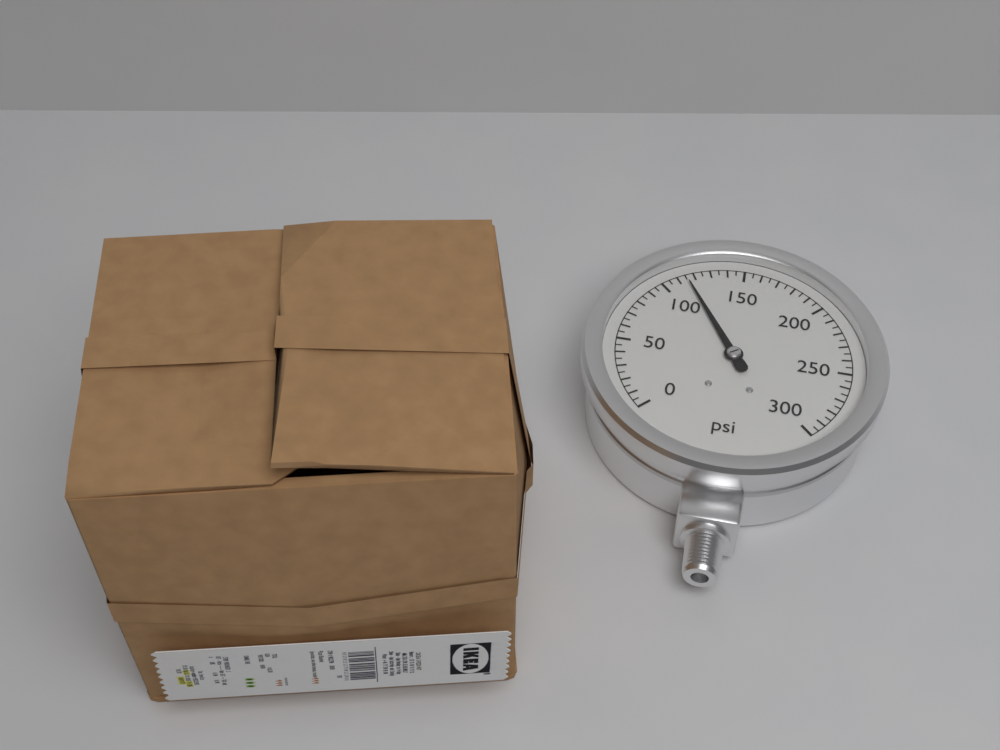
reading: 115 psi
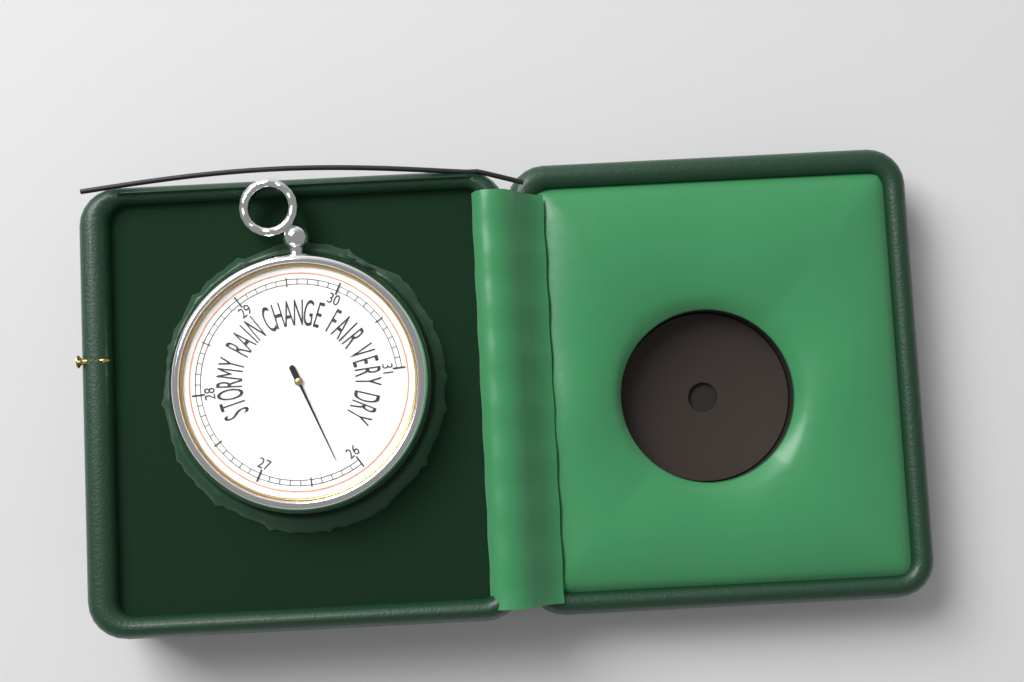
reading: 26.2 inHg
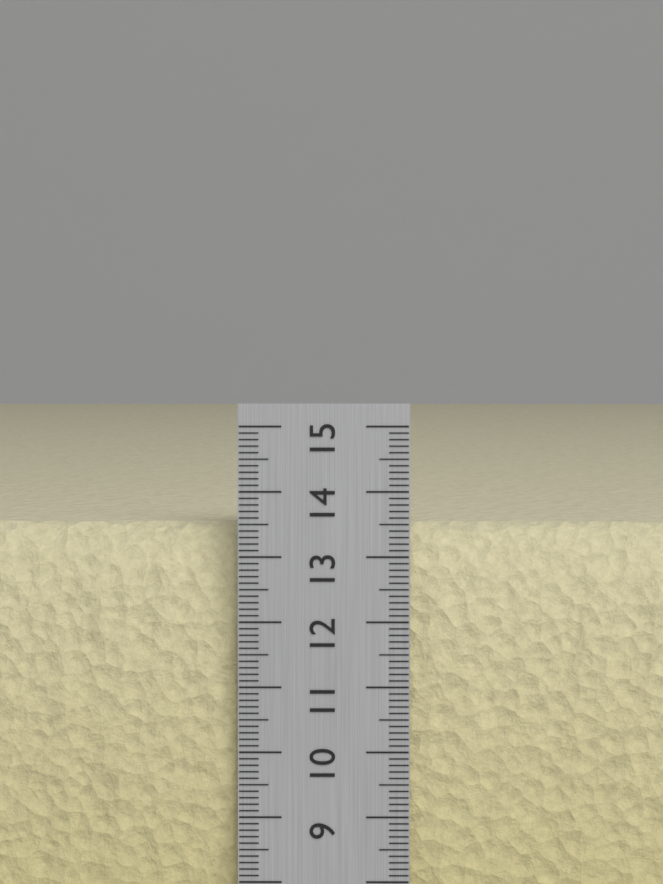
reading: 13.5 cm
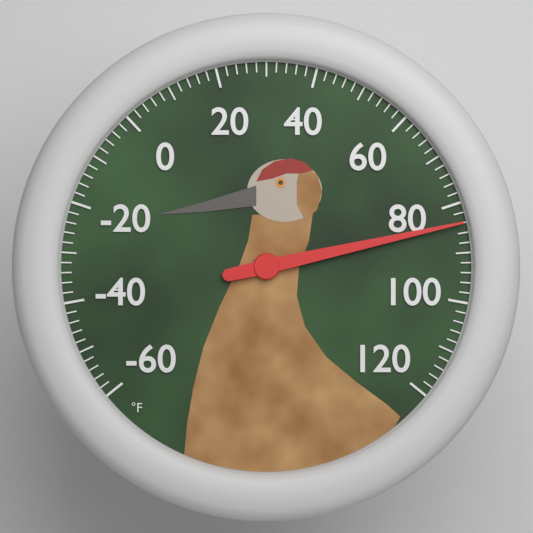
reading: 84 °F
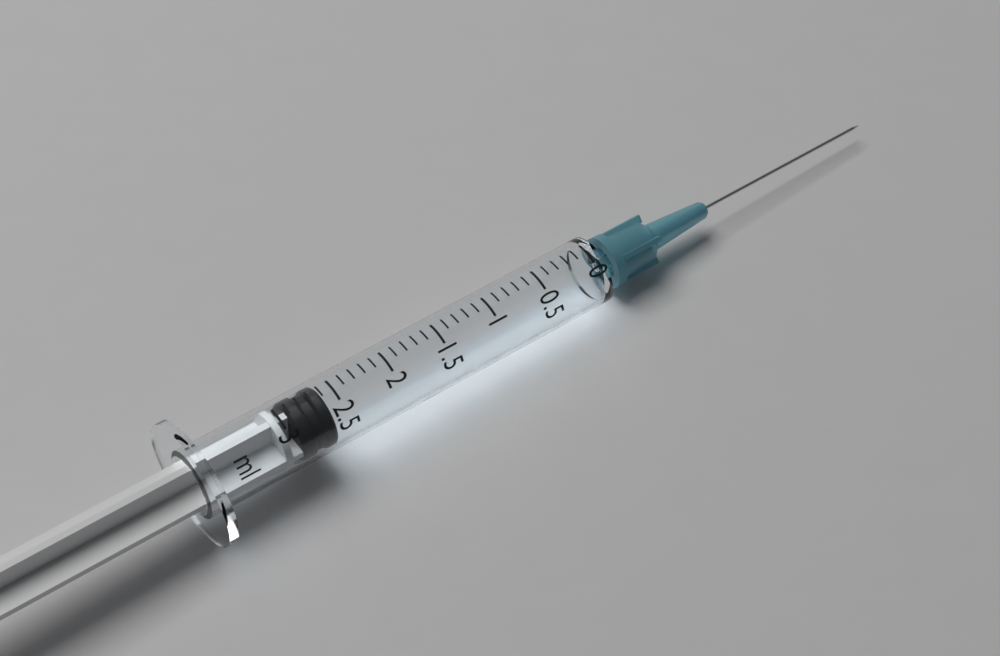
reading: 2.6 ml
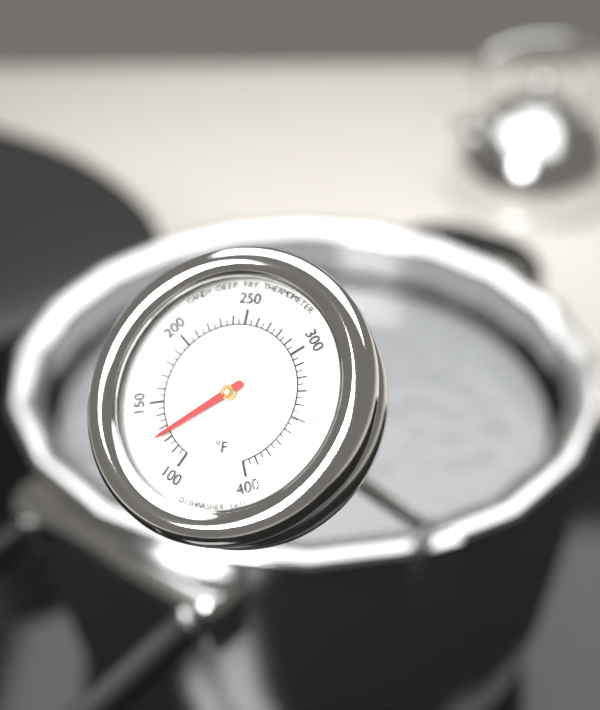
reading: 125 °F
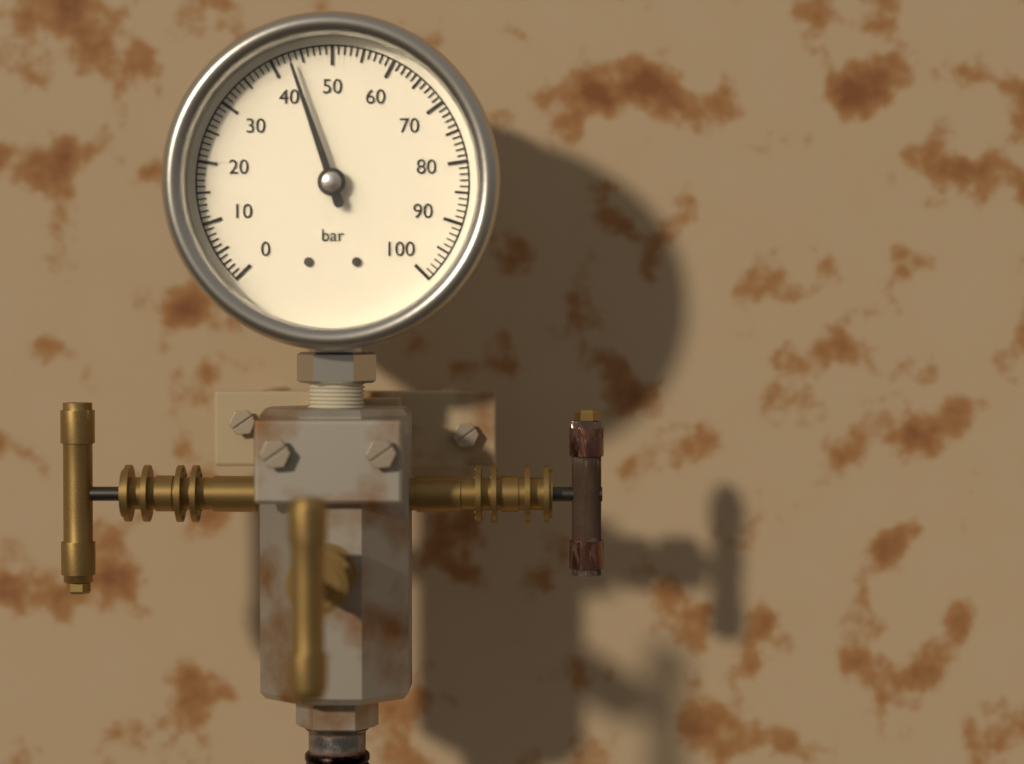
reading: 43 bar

What is needed ▸ Give back every entry verbatim. No pictures belong in the copy.

Your response ▸
reading: 115 psi
reading: 26.2 inHg
reading: 13.5 cm
reading: 84 °F
reading: 2.6 ml
reading: 125 °F
reading: 43 bar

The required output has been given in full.